The Winklevoss twins just filed to take their cryptocurrency exchange Gemini public on the Nasdaq under ticker GEMI, marking the latest chapter in one of Silicon Valley's most dramatic redemption arcs. From Harvard dorm room betrayal to Bitcoin billions, Cameron and Tyler Winklevoss have transformed a $65 million Facebook settlement into a crypto empire—though one now bleeding $282 million in just six months.
As Circle $CRCL ( ▼ 8.98% ) and Bullish $BLSH ( ▼ 3.63% ) celebrate blockbuster IPO debuts with stocks surging 260%+ above listing prices, Gemini enters public markets carrying more baggage than a rowing team's equipment van. The question isn't whether the market wants another crypto exchange—it's whether investors can look past the Genesis debacle, SEC settlements, and widening losses to bet on crypto's most famous twins.
The Harvard Connection That Started Everything
Before they were Bitcoin billionaires, before the Olympic rowing, before the Hollywood portrayal in "The Social Network," Cameron and Tyler Winklevoss were just two 6'5" identical twins from Greenwich, Connecticut, teaching themselves HTML at age 13.
Their path to crypto royalty began in a Harvard dorm room in 2004. The twins, along with partner Divya Narendra, hired a sophomore named Mark Zuckerberg to code their social networking site, HarvardConnection. What happened next became Silicon Valley legend: Zuckerberg allegedly stalled, then launched "TheFacebook" using their concept.
The legal battle stretched four years. In 2008, the twins settled for $65 million—$20 million cash, $45 million in Facebook stock. By Facebook's 2012 IPO, their stake had doubled in value. Most saw it as consolation prize money. The Winklevoss twins saw it as seed capital.
In 2012, while Facebook conquered social media, the twins discovered Bitcoin trading at $8. Their thesis was elegant: if Bitcoin was "digital gold," it could eventually capture a fraction of gold's $7 trillion market cap.
Using their Facebook settlement, they quietly accumulated 70,000 Bitcoin—roughly 1% of all Bitcoin that would ever exist. Friends thought they were insane. The financial press mocked them. By 2013, when Bitcoin hit $1,000, they owned $70 million worth. Today, that stash is worth over $8 billion.
But the twins weren't content being passive investors. They saw Bitcoin's Achilles heel: no legitimate, regulated exchange for institutional investors. Wall Street wouldn't touch crypto on sketchy offshore platforms. So in 2014, they founded Gemini.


(Aim of the task):
Your answer consists of the lines in the data that contain "Where". Copy each of them.

Excerpted records: Begin

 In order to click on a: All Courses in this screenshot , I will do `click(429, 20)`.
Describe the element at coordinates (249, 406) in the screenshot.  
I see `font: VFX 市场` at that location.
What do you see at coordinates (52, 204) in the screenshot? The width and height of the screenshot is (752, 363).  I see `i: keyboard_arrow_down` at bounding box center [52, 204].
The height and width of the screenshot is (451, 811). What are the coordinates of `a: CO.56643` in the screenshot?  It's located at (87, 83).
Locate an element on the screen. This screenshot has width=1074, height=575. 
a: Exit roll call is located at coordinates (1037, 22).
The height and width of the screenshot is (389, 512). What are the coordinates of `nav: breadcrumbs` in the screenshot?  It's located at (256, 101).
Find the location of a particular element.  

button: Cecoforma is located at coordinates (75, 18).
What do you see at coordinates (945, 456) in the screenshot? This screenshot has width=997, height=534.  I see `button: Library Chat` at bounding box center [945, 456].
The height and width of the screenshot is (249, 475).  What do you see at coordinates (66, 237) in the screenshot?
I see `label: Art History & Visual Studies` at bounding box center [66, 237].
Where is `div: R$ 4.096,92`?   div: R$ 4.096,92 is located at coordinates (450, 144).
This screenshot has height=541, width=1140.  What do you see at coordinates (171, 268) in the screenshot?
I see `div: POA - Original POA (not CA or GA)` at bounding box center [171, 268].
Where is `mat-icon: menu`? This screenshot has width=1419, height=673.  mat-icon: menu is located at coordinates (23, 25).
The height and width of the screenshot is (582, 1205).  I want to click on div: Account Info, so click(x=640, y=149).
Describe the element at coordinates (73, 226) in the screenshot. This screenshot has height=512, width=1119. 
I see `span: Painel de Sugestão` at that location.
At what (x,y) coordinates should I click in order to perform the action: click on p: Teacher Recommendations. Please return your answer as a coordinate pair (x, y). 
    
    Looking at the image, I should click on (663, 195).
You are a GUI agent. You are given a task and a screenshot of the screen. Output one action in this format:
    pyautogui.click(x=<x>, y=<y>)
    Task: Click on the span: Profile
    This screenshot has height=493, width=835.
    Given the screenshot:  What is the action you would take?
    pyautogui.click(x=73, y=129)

Excerpted records: End

(Answer):
Where is `div: R$ 4.096,92`?   div: R$ 4.096,92 is located at coordinates (450, 144).
Where is `mat-icon: menu`? This screenshot has width=1419, height=673.  mat-icon: menu is located at coordinates (23, 25).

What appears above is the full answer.